JB: Both punk and hip-hop were movements that started before the internet, before Instagram, before social media. Before any of it. They were movements that grew out of pretty much poor communities. London was broke when I was doing the punk stuff. And then I moved to New York, and New York was broke. People didn’t have jobs. People were making songs about protest, about the way their lives were. Like The Clash, or Grandmaster Flash’s “The Message” is an obvious one. People had to make stuff up as they went along. It wasn’t like they said, “Oh we’re doing a photo shoot, let’s get a stylist and designer clothes!” They had to do it on their own. You have to go out lookin’ fresh. There’s a nostalgia for that, because it’s authentic. If something goes up on social media—let’s say Cardi B is wearing something—the next minute, everybody could be buying that and wearing it. We didn’t have that back in the day. You didn’t know what people were doing in downtown Brooklyn. You had to be there and be part of it to know about it. I think there’s a nostalgia for that authenticity that we can’t ever have because things move so fast now. Also, you weren’t being told what to wear. Basically, these people were making style up. And people would look at it and go, “Oh yeah, I want to be part of RUN DMC. Okay, I’m going to buy those shell toes.” Whereas now, something’s on Instagram and it’s a whole look put together for you. Kids are nagging their parents to buy $150 sneakers. I think that authenticity has been lost, and that people miss it. Unless you’re kind of off social media, it’s hard to maintain.

SNS: Speaking of social media, what has it been like documenting this year’s Black Lives Matter protests in New York and posting the photos on Instagram?

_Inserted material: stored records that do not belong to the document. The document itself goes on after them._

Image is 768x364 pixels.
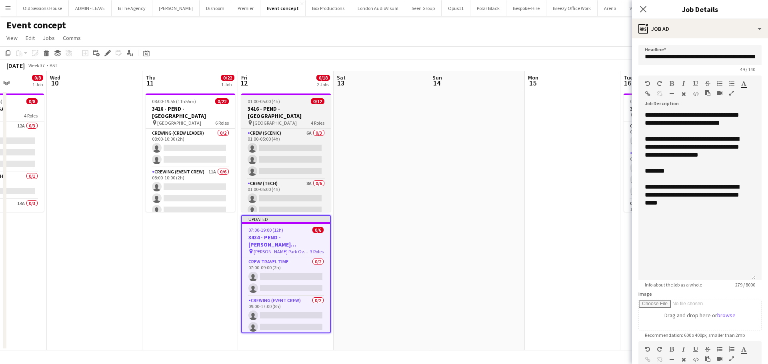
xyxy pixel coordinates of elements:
button: Paste as plain text [705,90,710,96]
button: Clear Formatting [681,91,686,97]
div: Updated [242,216,330,222]
button: Fullscreen [729,90,734,96]
a: Comms [60,33,84,43]
app-card-role: Crewing (Event Crew)12A0/308:00-10:00 (2h) [624,149,713,199]
button: Underline [693,346,698,353]
button: Dishoom [200,0,231,16]
button: Ordered List [729,80,734,87]
button: Opus11 [442,0,470,16]
app-card-role: Crewing (Crew Leader)0/108:00-10:00 (2h) [624,122,713,149]
app-job-card: 08:00-00:00 (16h) (Wed)0/123417 - PEND - V&A V&A, SW7 2RL6 RolesCrewing (Crew Leader)0/108:00-10:... [624,94,713,212]
span: 4 Roles [311,120,324,126]
span: 0/18 [316,75,330,81]
span: 11 [144,78,156,88]
button: Strikethrough [705,346,710,353]
button: Horizontal Line [669,357,674,363]
button: Strikethrough [705,80,710,87]
span: Comms [63,34,81,42]
button: Box Productions [306,0,351,16]
button: Polar Black [470,0,506,16]
button: B The Agency [112,0,152,16]
button: Breezy Office Work [546,0,598,16]
span: 4 Roles [24,113,38,119]
button: Clear Formatting [681,357,686,363]
div: [DATE] [6,62,25,70]
span: 0/8 [32,75,43,81]
span: 01:00-05:00 (4h) [248,98,280,104]
span: 0/6 [312,227,324,233]
button: London AudioVisual [351,0,405,16]
a: Edit [22,33,38,43]
span: Jobs [43,34,55,42]
button: Italic [681,80,686,87]
span: Mon [528,74,538,81]
button: Premier [231,0,260,16]
button: Unordered List [717,346,722,353]
button: Text Color [741,80,746,87]
span: 49 / 140 [734,66,762,72]
button: HTML Code [693,91,698,97]
span: 279 / 8000 [729,282,762,288]
app-card-role: Crewing (Crew Leader)0/208:00-10:00 (2h) [146,129,235,168]
span: 6 Roles [215,120,229,126]
a: View [3,33,21,43]
span: Thu [146,74,156,81]
app-job-card: 08:00-19:55 (11h55m)0/223416 - PEND - [GEOGRAPHIC_DATA] [GEOGRAPHIC_DATA]6 RolesCrewing (Crew Lea... [146,94,235,212]
span: [PERSON_NAME] Park Overgate, MK94AD [254,249,310,255]
span: Fri [241,74,248,81]
button: Unordered List [717,80,722,87]
span: 12 [240,78,248,88]
button: HTML Code [693,357,698,363]
button: Ordered List [729,346,734,353]
h1: Event concept [6,19,66,31]
button: Insert video [717,90,722,96]
button: Paste as plain text [705,356,710,362]
button: Seen Group [405,0,442,16]
button: Redo [657,80,662,87]
span: 08:00-00:00 (16h) (Wed) [630,98,678,104]
button: ADMIN - LEAVE [69,0,112,16]
div: 2 Jobs [317,82,330,88]
button: Redo [657,346,662,353]
span: 0/12 [311,98,324,104]
h3: 3416 - PEND - [GEOGRAPHIC_DATA] [241,105,331,120]
button: Text Color [741,346,746,353]
h3: 3417 - PEND - V&A [624,105,713,112]
app-card-role: Crew (Scenic)6A0/301:00-05:00 (4h) [241,129,331,179]
button: Insert video [717,356,722,362]
span: 13 [336,78,346,88]
span: 15 [527,78,538,88]
span: 0/22 [215,98,229,104]
span: [GEOGRAPHIC_DATA] [157,120,201,126]
button: Old Sessions House [16,0,69,16]
app-card-role: Crewing (Event Crew)0/209:00-17:00 (8h) [242,296,330,335]
a: Jobs [40,33,58,43]
span: Sat [337,74,346,81]
app-job-card: 01:00-05:00 (4h)0/123416 - PEND - [GEOGRAPHIC_DATA] [GEOGRAPHIC_DATA]4 RolesCrew (Scenic)6A0/301:... [241,94,331,212]
span: 0/8 [26,98,38,104]
div: Job Ad [632,19,768,38]
button: Fullscreen [729,356,734,362]
span: 10 [49,78,60,88]
span: 08:00-19:55 (11h55m) [152,98,196,104]
div: BST [50,62,58,68]
span: 16 [622,78,633,88]
span: 14 [431,78,442,88]
button: Horizontal Line [669,91,674,97]
button: Italic [681,346,686,353]
span: Tue [624,74,633,81]
span: Recommendation: 600 x 400px, smaller than 2mb [638,332,751,338]
div: 1 Job [32,82,43,88]
button: Insert Link [645,91,650,97]
app-card-role: Crewing (Crew Leader)0/114:00-18:00 (4h) [624,199,713,226]
button: Bespoke-Hire [506,0,546,16]
span: 07:00-19:00 (12h) [248,227,283,233]
span: [GEOGRAPHIC_DATA] [253,120,297,126]
app-card-role: Crewing (Event Crew)11A0/608:00-10:00 (2h) [146,168,235,253]
app-job-card: Updated07:00-19:00 (12h)0/63434 - PEND - [PERSON_NAME][GEOGRAPHIC_DATA] Overgate ([GEOGRAPHIC_DAT... [241,215,331,334]
span: View [6,34,18,42]
app-card-role: Crew (Tech)8A0/601:00-05:00 (4h) [241,179,331,264]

JB: I’m a photographer; that’s what I do. I’m probably addicted to taking pictures. After being on lockdown here, I heard about the Black Lives Matter protests. We were really in shock. It’s not that we didn’t know this has been happening for hundreds of years. Racial discrimination is not a new thing. But the fact that kids were actually out on the street protesting—all sorts of kids—I felt the urgency of it. I was obsessed with going out. I would go out with my mask and join the marches and take pictures. I really felt like I was in the presence of history. I wanted to be a part of it; I wanted to be another voice. But I also wanted to document it. It had a lot of the passion, when I think about it, of Rock Against Racism back in England in the early ’80s. I’ve been on a lot of demonstrations in my life: anti-Trump demonstrations, ACT UP, all that stuff. But this is something different. It’s young people who are actually now super politically aware. And hopefully, everybody is going to go out and vote!

SNS: Are you still a big hip-hop fan?

JB: I love listening to music. I’m open to listening to any kind of music. I still listen to a lot of house music, a lot of dance music, and a lot of old-school rap. Whoever is putting stuff out, I’ll give it a listen.

See more of Janette Beckman’s work at janettebeckman.com, and @janettephoto on Instagram.

Ali Gitlow is a London-based art book editor and writer. She has contributed to The Red Bull Music Academy Daily, Resident Advisor, Crack Magazine, VICE, and more. Check out her work at aligitlow.com.

Proceeds from the sales of the collection will be donated to the Jam Master Jay Foundation.